Restricted stock and cash bonuses are also on the rise. In part, this is due to the way the economy played out during the year. The early months of 2003 were fairly dark and dreary for many businesses as the threat of military action in Iraq became a reality, and companies delayed hiring and spending plans in the hopes that international tensions would soon subside. "When corporate budgets were set in early 2003 they were fairly conservative," says Jannice Koors, managing director at Pearl Meyers. "Then, you had a very strong rebound in company performance and stock performance later in the year, so performance pay was way up and way ahead of budget."

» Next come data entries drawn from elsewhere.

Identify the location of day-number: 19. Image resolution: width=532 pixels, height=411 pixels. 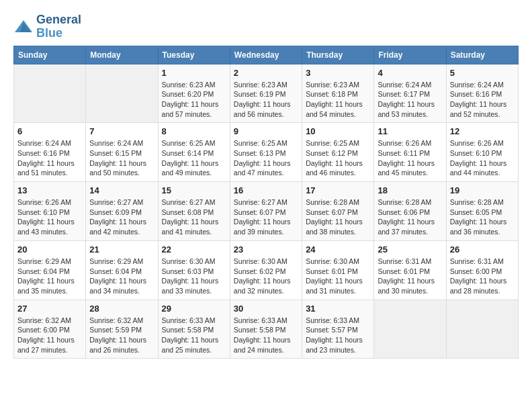
(482, 191).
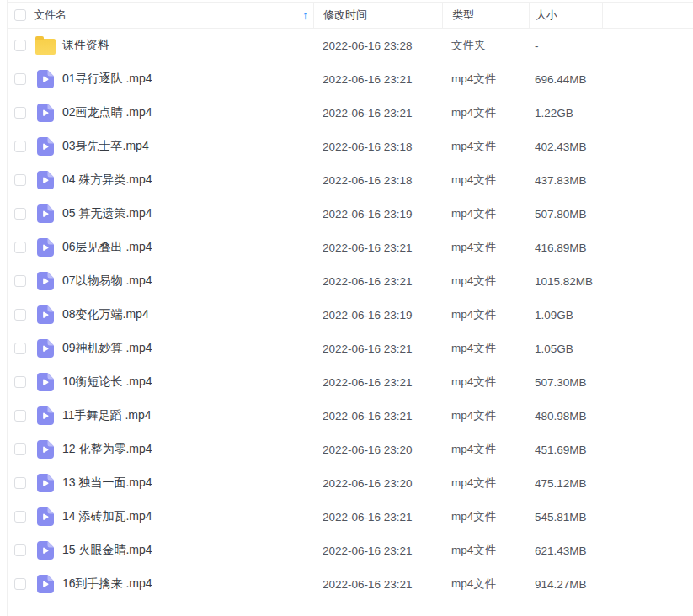 The image size is (693, 616). I want to click on file-row: 01寻行逐队 .mp4 2022-06-16 23:21 mp4文件 696.4…, so click(350, 79).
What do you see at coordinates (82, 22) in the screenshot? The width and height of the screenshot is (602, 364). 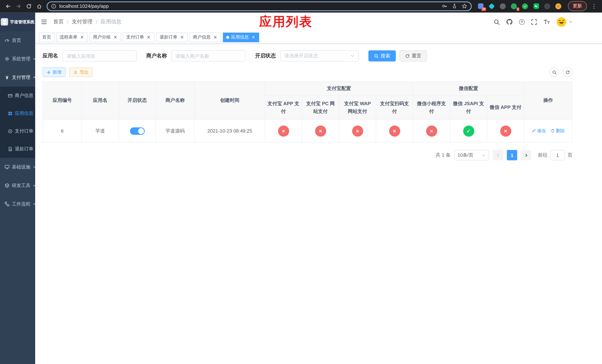 I see `breadcrumb-payment: 支付管理` at bounding box center [82, 22].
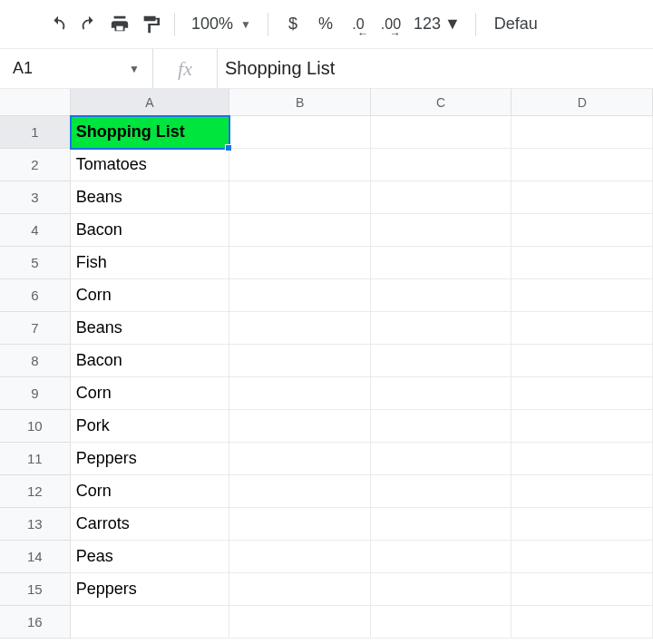 The width and height of the screenshot is (653, 644). I want to click on row-header: 16, so click(35, 622).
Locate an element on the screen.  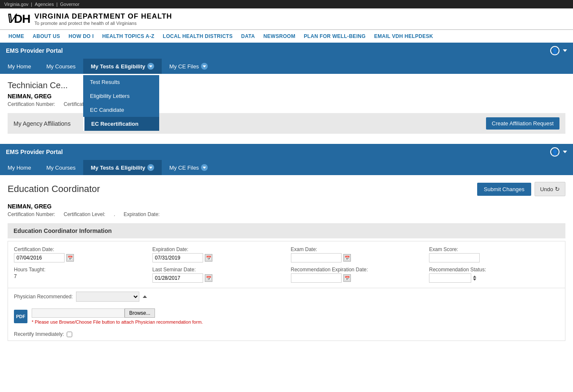
portal1-chevron-icon is located at coordinates (565, 51).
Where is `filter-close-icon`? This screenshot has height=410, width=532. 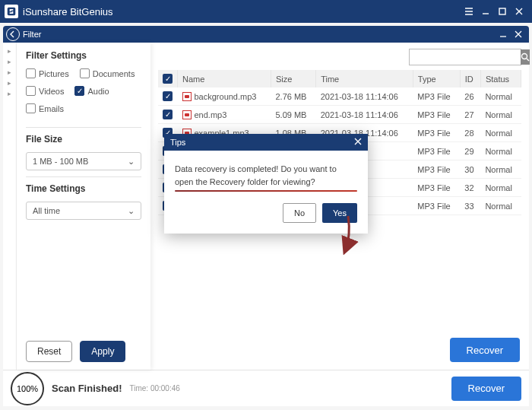 filter-close-icon is located at coordinates (518, 34).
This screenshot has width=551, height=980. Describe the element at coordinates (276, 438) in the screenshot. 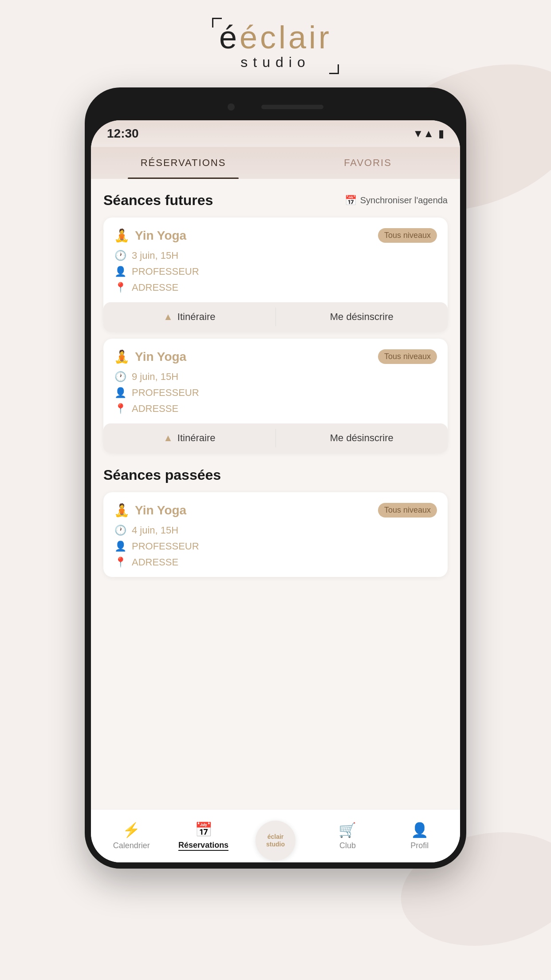

I see `card-actions-2: ▲ Itinéraire Me désinscrire` at that location.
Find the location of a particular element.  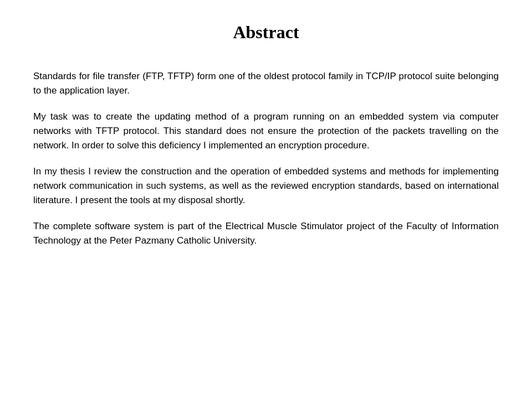

paragraph-3: In my thesis I review the construction a… is located at coordinates (266, 186).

Meanwhile, option grants may themselves become less unappealing should companies switch to the binomial valuation method, instead of Black-Scholes, as suggested by FASB. Experts claim that this lattice system minimizes the hit on earnings from option grants.

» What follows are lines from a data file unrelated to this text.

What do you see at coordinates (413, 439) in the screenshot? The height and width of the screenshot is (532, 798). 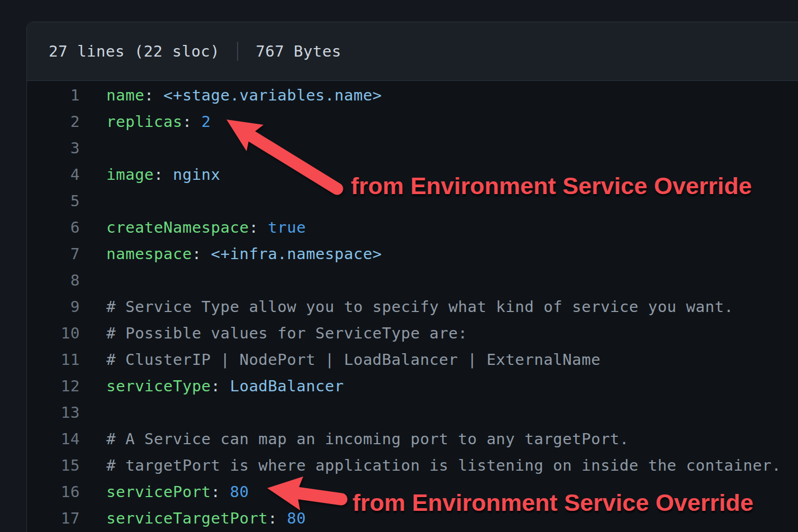 I see `code-line: 14# A Service can map an incoming port t…` at bounding box center [413, 439].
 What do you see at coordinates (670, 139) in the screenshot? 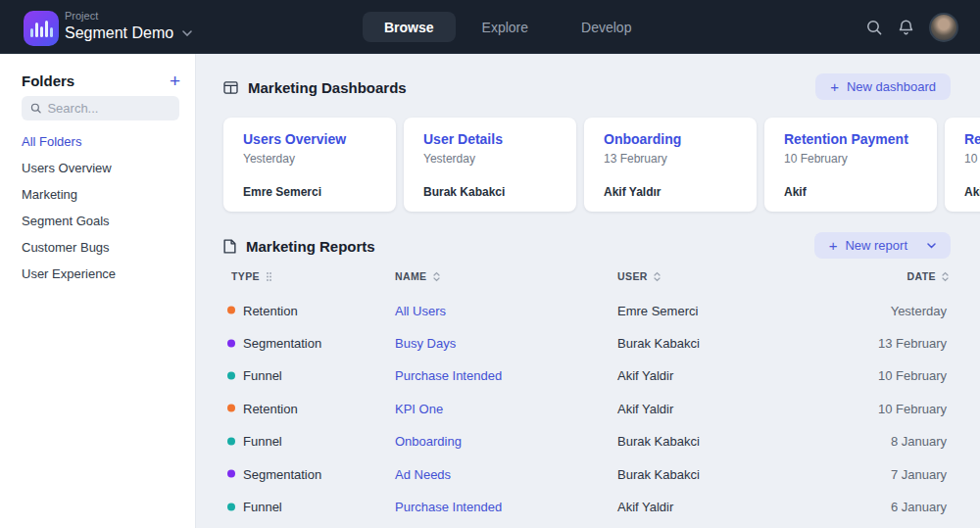
I see `card-title: Onboarding` at bounding box center [670, 139].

But the damper on compensation is more than merely a byproduct of changes in accounting regulations. Pressure from activist shareholders is also forcing corporate boards to rethink and adjust the way top executives are paid. Similar changes were seen in a Pearl Meyer survey of CEOs, in which cash and restricted stock payouts rose 23% in 2003 while total compensation fell 8%. Ultimately, once the entire fallout from stock options expensing has been digested, the key factor determining the trend line of executive pay will be whether the heat for more earthbound compensation levels persists.
Pressure for More Changes
One person who can be counted on to keep pounding the table on this issue is William McDonough, chairman of the Public Company Accounting Oversight Board (PCAOB), the chief audit regulator. McDonough sees skyrocketing compensation as a moral issue. "In an ideal world, every CEO would go to their boards and ask the members to re-examine executive compensation, starting with his or her own pay," he said in a recent address. "And if pay should be rightfully reduced, what is the worst that can happen? An insulted CEO resigns or takes early retirement?? 1/2 directors, as fiduciaries of their corporations, will have the satisfaction of having said to investors, to the public, to the world that this is what this job is worth."

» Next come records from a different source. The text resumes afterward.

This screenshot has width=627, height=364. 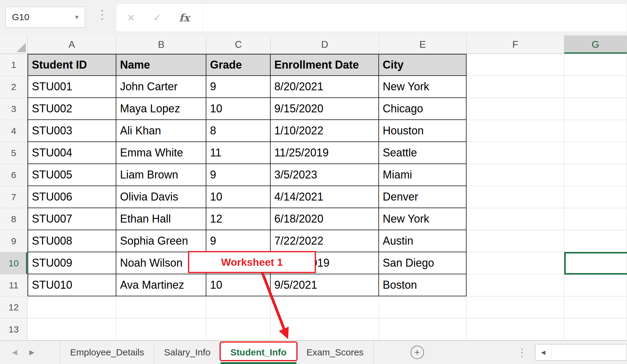 I want to click on name-box-dropdown-icon: ▾, so click(x=77, y=17).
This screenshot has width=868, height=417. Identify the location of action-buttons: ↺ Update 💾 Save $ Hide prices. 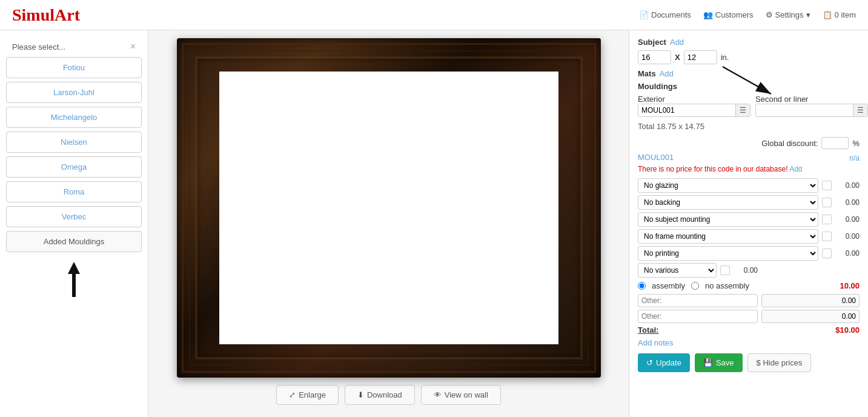
(749, 362).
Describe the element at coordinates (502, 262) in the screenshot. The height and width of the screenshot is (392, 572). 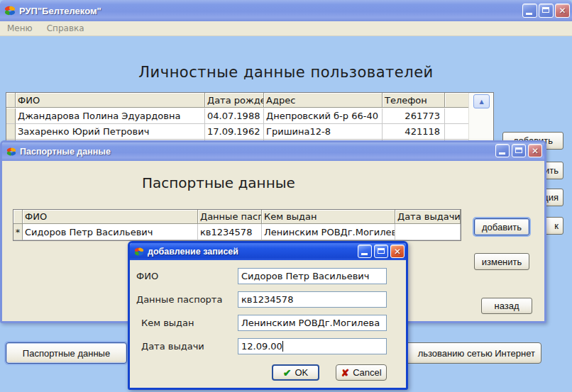
I see `edit-record-button: изменить` at that location.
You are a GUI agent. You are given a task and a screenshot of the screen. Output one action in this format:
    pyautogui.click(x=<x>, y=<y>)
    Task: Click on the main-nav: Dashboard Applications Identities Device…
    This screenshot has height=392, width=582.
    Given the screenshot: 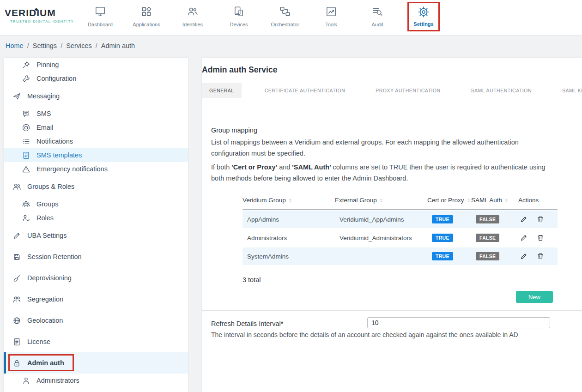 What is the action you would take?
    pyautogui.click(x=262, y=16)
    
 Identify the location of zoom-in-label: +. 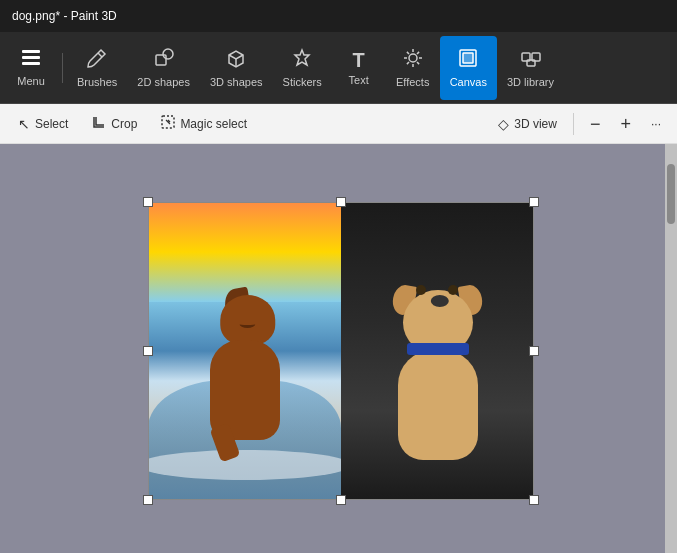
(626, 124).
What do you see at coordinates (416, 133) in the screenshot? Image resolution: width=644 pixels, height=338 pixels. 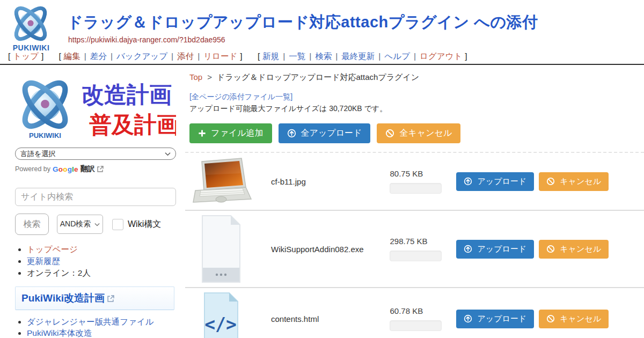 I see `upload-toolbar: ファイル追加 全アップロード 全キャンセル` at bounding box center [416, 133].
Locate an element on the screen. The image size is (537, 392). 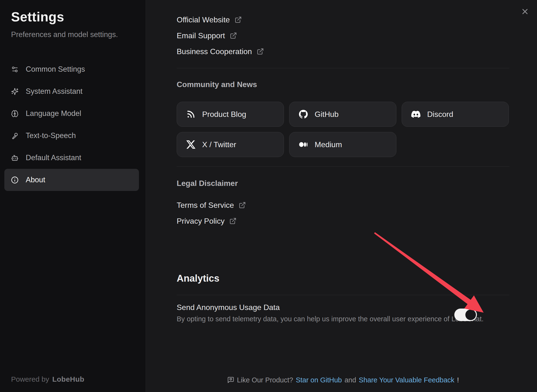
privacy-policy-link: Privacy Policy is located at coordinates (343, 221).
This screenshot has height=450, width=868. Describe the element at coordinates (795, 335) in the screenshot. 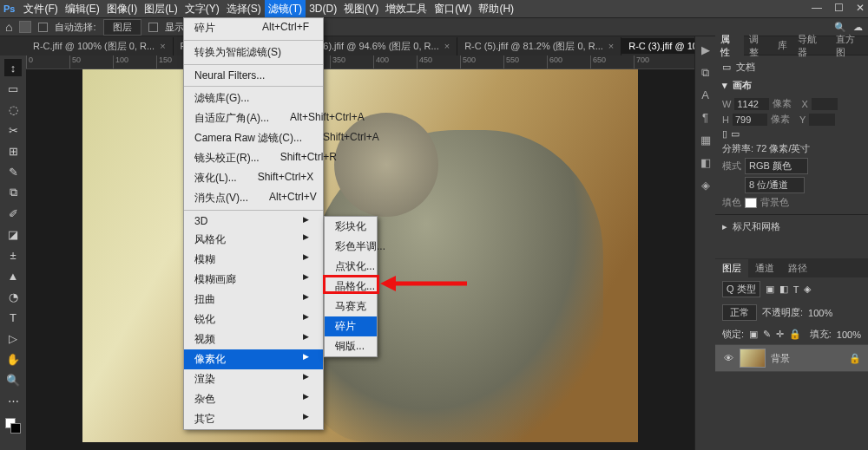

At the same time, CFOs are under more pressure than ever to perform at the top of their game and in some cases remake reporting controls throughout their organizations, thanks to the changes mandated under the Sarbanes-Oxley Act. CFOs and CEOs must now sign off on financial statements to personally certify their accuracy, and face stiffer penalties if convicted of fraud. "CFOs at large public companies have to be really in touch with all that is going on in their companies, they have to know how that relates to the competitive market and present that to the board and to shareholders," says Russell Boyle, head of the U.S. financial officers practice at Egon Zehnder International. He adds that European firms are also considering more U.S. financial executives to fill their own gaps in recent months. "It requires people who can stand up to scrutiny and there is a lot of demand for these change agents." So while companies are in some cases being forced to bow to concerns about excessive pay packages on the one side, the need to compete for the best and the brightest is likely to provide at least a partial counterbalance. The hard part, as the PCAOB's McDonough pointed out, is figuring out what the job is worth when yesterday's yardstick won't do.